Saturday, 31 December 2016

Reading S. Bear Bergman.

So that was 2016. Brexit, MSM, PLP, Trump. As my pinned tweet says: “ffs”. This time last year I wrote that “it seems 2016 is starting with uncertainty”. This year it seems 2017 is just going to be fucking chaos. Dystopian, corrupt, neo-fascistic chaos.

Except that I was talking about my own gender before, not about the world at large. And my gender hardly seems as if it matters anymore.

As I said, I've been reading S. Bear Bergman, rereading S. Bear Bergman. Specifically, hir book ‘The Nearest Exit May Be Behind You’, which was the November choice for our non-binary FB book club.

It felt different reading it again. Different things stuck out, or stuck out more strongly. Have I changed since last time I read it? Or (echoing someone else's sentiments) did the book itself contribute to a change which is now being reflected back? It's hard to know for sure. Probably both. Certainly Bear's writing about borders resonates more:

I get a lot of questions, these days, about whether I'm still a butch or if I am now a transman. Truthfully, it's hard to say, a statement I make knowing full well that it just caused hundreds of readers to say, “Well, if you're not sure if you're a butch, you're not”; and further hundreds to say the same thing, but substituting “transman” into the equation. I have to say, from where I'm standing, the lines are not nearly as clear as some people would prefer them to be, and the longer I hang around at various crossroads and deltas of gender, the more I notice that nothing is clear enough to be easy. Nothing about gender, or orientation, is clear enough to police or defend without circling the wagons so tight that we're all pissing in our own front yards within six months.

Maybe that's because I've since written about borders myself. And going wider again: “circling the wagons” and “pissing in our own front yards” is a pretty fair summation of Brexit as well.

Bear favours open borders:

Perhaps the first topic related to the Border Wars I want to take up is: please stop treating gender as though it were a set menu. Gender is an à la carte arrangement, even though the macroculture rarely realizes this and doesn't usually act accordingly. We are all, I firmly believe, in charge of our own genders. We can choose to have the final say about what they do or do not include, and we can make changes to those things if we want to and decide we can afford them (afford, that is, in terms of cash, or relationships, or values, or the approval of those in our lives). But because the cultural message we're all steeped in is that gender is a fixed arrangement, even the most politically progressive among us — and I include myself in this — can forget or overlook how very variable gender can be when we want it to be.

I agree with that so much. And:

Even if the border were really that well-defined, border crossing is rather a queer specialty, ain't it?

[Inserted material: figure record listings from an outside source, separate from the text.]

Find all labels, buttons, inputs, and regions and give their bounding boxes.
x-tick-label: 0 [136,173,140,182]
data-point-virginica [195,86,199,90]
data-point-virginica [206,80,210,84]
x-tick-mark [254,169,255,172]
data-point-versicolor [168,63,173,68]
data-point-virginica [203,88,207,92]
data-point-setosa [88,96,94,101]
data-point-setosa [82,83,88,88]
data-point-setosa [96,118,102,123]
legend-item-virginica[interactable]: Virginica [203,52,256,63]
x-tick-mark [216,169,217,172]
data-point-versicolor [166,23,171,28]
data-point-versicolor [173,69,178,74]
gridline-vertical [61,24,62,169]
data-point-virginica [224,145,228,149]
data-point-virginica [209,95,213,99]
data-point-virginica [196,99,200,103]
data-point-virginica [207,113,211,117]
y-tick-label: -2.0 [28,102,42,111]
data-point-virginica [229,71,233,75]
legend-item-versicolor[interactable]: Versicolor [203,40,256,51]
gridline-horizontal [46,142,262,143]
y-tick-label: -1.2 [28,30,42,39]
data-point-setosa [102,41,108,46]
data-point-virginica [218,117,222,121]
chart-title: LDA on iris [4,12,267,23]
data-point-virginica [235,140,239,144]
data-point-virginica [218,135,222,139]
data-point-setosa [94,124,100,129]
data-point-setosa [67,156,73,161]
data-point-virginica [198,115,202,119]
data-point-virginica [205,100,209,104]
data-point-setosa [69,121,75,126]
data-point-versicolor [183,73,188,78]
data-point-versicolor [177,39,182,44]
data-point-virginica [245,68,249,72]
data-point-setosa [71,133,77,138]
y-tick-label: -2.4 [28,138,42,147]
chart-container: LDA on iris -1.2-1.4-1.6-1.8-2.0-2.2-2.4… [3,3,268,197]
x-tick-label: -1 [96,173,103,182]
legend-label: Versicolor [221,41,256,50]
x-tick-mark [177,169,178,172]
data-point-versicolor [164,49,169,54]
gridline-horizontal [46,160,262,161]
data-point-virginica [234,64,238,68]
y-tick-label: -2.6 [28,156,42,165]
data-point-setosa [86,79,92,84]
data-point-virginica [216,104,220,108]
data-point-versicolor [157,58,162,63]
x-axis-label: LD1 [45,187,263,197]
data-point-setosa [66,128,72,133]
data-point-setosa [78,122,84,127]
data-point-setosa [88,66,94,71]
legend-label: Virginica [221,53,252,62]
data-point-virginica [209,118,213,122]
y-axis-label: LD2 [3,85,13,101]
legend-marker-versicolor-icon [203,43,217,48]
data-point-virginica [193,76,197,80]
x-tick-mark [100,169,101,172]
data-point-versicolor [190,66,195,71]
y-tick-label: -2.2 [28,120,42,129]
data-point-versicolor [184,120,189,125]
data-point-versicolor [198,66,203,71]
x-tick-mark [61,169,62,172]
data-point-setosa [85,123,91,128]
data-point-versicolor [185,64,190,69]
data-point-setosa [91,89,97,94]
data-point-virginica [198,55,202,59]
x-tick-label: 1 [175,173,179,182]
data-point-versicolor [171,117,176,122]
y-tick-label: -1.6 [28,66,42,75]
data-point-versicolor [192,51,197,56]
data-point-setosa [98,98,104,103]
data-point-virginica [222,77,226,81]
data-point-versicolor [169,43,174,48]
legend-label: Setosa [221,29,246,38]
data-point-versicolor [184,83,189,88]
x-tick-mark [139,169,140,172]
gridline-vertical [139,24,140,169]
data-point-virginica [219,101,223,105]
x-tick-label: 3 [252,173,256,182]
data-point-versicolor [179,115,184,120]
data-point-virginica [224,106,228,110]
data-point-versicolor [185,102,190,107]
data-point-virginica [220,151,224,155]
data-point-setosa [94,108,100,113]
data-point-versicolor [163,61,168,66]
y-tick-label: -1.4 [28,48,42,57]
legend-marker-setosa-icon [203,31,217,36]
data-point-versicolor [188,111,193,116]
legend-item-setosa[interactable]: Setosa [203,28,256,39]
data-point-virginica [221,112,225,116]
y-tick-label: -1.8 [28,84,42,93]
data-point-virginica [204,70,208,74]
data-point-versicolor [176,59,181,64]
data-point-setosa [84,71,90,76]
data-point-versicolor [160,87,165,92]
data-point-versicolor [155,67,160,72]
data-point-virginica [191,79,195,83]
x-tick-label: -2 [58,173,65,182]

But the sentences that stuck out the most this time were these:

Is it terrible if I say that I'm exhausted with talking about my gender? These days it's only so interesting, and only for so long, and the interesting part is over very, very fast.

I don't personally do much talking about it. But thinking... I'm tired of thinking about it. Genderqueer, femme – terms I associate with open borders – I'll stick with those. Otherwise:

“I'm gonna blow this damn candle out. I don't want nobody comin' over to my table; I got nothing to talk to anybody about.”